A brief review of my career would read as follows: graphic designer graduated from Buenos Aires University, a 10-year professorship in Typography in the same institution, an illustrator in the making.
For almost 15 years now my work has focused on the design of editorial pieces, predominantly books and CD sleeves. Typography proper has always been central to my research projects.
All my obsessions eventually embodied as much the search for a perfect, spotless text as for a daring and provoking one. In my view, 'how-to-say-something' ranks highest amongst a graphic designer's responsibilities.
It was in this vein that I called in the written word to illustrate, to draw, to narrate. Why not reverse the saying and proclaim that "a word is worth a thousand images"? If so, one single word could trigger endless meanings, associations, ideas, and memories in every reader's mind. Language, we know, has a strong power and is a living expression of a culture.
In my illustrations, letters and drawings reunite in one synergy said and unsaid, the finiteness of the message and the freedom of the free reading.
And this is how and when, Lady René, my first born type font sees the light of day conceived out of a love of illustration and a reverence for the written word, recalling the whimsicality of the handmade drawing and reflecting its sensitive, warmth and spontaneity.
Enabled by the characteristics of Open Type and the hard, outstanding work of designer Ale Paul, Lady René succeeds in composing texts in a simple, organic way by means of its contextual and stylistic alternates, swash characters, ligatures and connecting words.
A bundle of decorative miscellanea completes the set of signs, enabling the user considerable freedom to create new typographic landscapes.
Lady René is then prepared, very much like a character in a short story, to come to life in the reader's mind. I expect you will enjoy her as much as I did creating her.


What to do:
Look through the entries below and show every line containing the word "interactable".

━━ Material supplied ━━

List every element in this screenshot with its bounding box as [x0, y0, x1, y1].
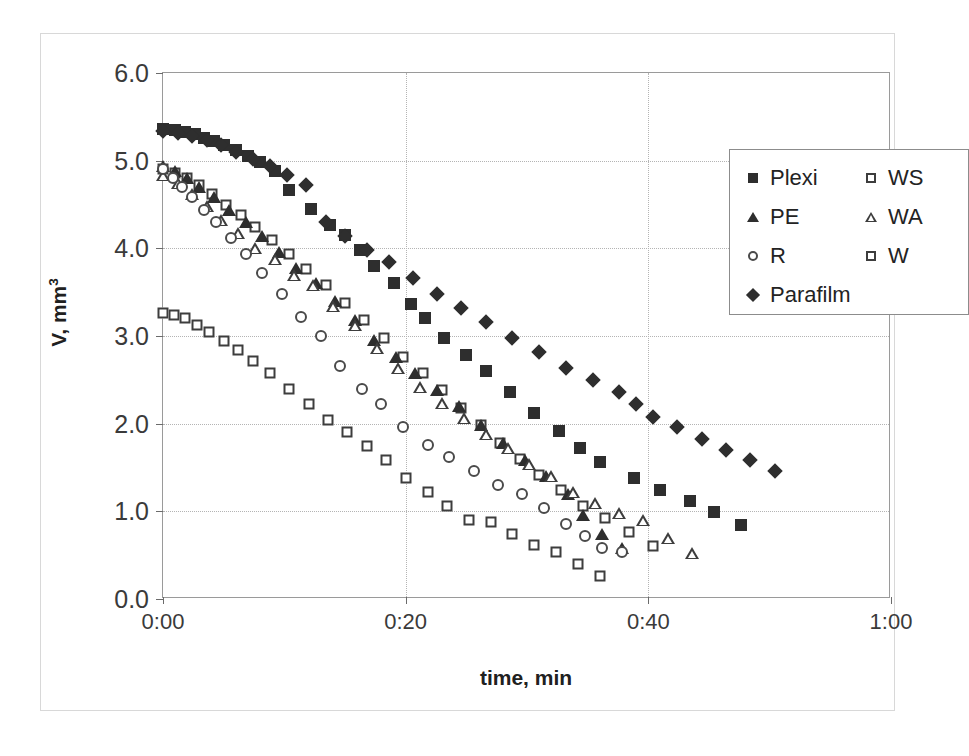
data-point — [718, 442, 734, 458]
legend-item-ws[interactable]: WS — [862, 158, 923, 197]
y-tick-label: 5.0 — [114, 146, 149, 175]
legend-item-label: W — [888, 243, 909, 269]
legend-item-label: PE — [770, 204, 799, 230]
legend-item-label: Plexi — [770, 165, 818, 191]
legend-item-label: R — [770, 243, 786, 269]
legend-column-left: PlexiPERParafilm — [744, 158, 851, 314]
data-point — [405, 270, 421, 286]
data-point — [742, 453, 758, 469]
y-tick-mark — [156, 424, 163, 425]
x-tick-label: 0:00 — [142, 609, 185, 635]
legend-item-plexi[interactable]: Plexi — [744, 158, 851, 197]
y-tick-mark — [156, 511, 163, 512]
data-point — [767, 463, 783, 479]
y-tick-label: 4.0 — [114, 234, 149, 263]
legend-marker-icon — [744, 286, 762, 304]
x-tick-label: 0:40 — [627, 609, 670, 635]
plot-area: 0.01.02.03.04.05.06.0 0:000:200:401:00 P… — [162, 72, 890, 598]
data-point — [628, 397, 644, 413]
data-point — [262, 158, 278, 174]
data-point — [170, 125, 186, 141]
x-tick-label: 0:20 — [384, 609, 427, 635]
data-point — [228, 144, 244, 160]
data-point — [611, 384, 627, 400]
data-point — [645, 409, 661, 425]
data-point — [478, 314, 494, 330]
x-tick-mark — [891, 597, 892, 604]
data-point — [454, 300, 470, 316]
legend-item-w[interactable]: W — [862, 236, 923, 275]
data-point — [670, 419, 686, 435]
y-axis-title: V, mm3 — [46, 233, 71, 393]
x-axis-title: time, min — [162, 666, 890, 690]
y-tick-label: 3.0 — [114, 322, 149, 351]
data-point — [531, 344, 547, 360]
data-point — [558, 360, 574, 376]
data-point — [213, 137, 229, 153]
data-point — [694, 432, 710, 448]
y-tick-mark — [156, 599, 163, 600]
legend-marker-icon — [862, 169, 880, 187]
data-point — [184, 128, 200, 144]
y-axis-title-exponent: 3 — [46, 278, 61, 286]
y-tick-label: 2.0 — [114, 409, 149, 438]
legend-item-parafilm[interactable]: Parafilm — [744, 275, 851, 314]
data-point — [337, 228, 353, 244]
legend-item-wa[interactable]: WA — [862, 197, 923, 236]
data-point — [585, 372, 601, 388]
legend-item-label: Parafilm — [770, 282, 851, 308]
data-point — [429, 286, 445, 302]
data-point — [298, 177, 314, 193]
data-point — [245, 151, 261, 167]
data-point — [279, 167, 295, 183]
legend-item-label: WS — [888, 165, 923, 191]
legend-marker-icon — [744, 247, 762, 265]
legend-column-right: WSWAW — [862, 158, 923, 275]
data-point — [318, 214, 334, 230]
y-tick-mark — [156, 248, 163, 249]
y-tick-label: 1.0 — [114, 497, 149, 526]
x-tick-label: 1:00 — [870, 609, 913, 635]
y-tick-mark — [156, 73, 163, 74]
x-tick-mark — [648, 597, 649, 604]
legend-item-label: WA — [888, 204, 923, 230]
legend-marker-icon — [744, 169, 762, 187]
y-axis-title-text: V, mm — [47, 286, 70, 347]
legend-marker-icon — [744, 208, 762, 226]
y-tick-label: 6.0 — [114, 59, 149, 88]
chart-legend[interactable]: PlexiPERParafilm WSWAW — [729, 149, 969, 315]
data-point — [359, 242, 375, 258]
data-point — [505, 330, 521, 346]
x-tick-mark — [406, 597, 407, 604]
legend-item-r[interactable]: R — [744, 236, 851, 275]
legend-marker-icon — [862, 208, 880, 226]
data-point — [199, 132, 215, 148]
x-tick-mark — [163, 597, 164, 604]
data-point — [381, 255, 397, 271]
legend-item-pe[interactable]: PE — [744, 197, 851, 236]
legend-marker-icon — [862, 247, 880, 265]
y-tick-mark — [156, 336, 163, 337]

━━━

The answer:
legend-item-ws[interactable]: WS — [862, 158, 923, 197]
legend-item-plexi[interactable]: Plexi — [744, 158, 851, 197]
legend-item-w[interactable]: W — [862, 236, 923, 275]
legend-item-parafilm[interactable]: Parafilm — [744, 275, 851, 314]
legend-item-wa[interactable]: WA — [862, 197, 923, 236]
chart-legend[interactable]: PlexiPERParafilm WSWAW — [729, 149, 969, 315]
legend-item-r[interactable]: R — [744, 236, 851, 275]
legend-item-pe[interactable]: PE — [744, 197, 851, 236]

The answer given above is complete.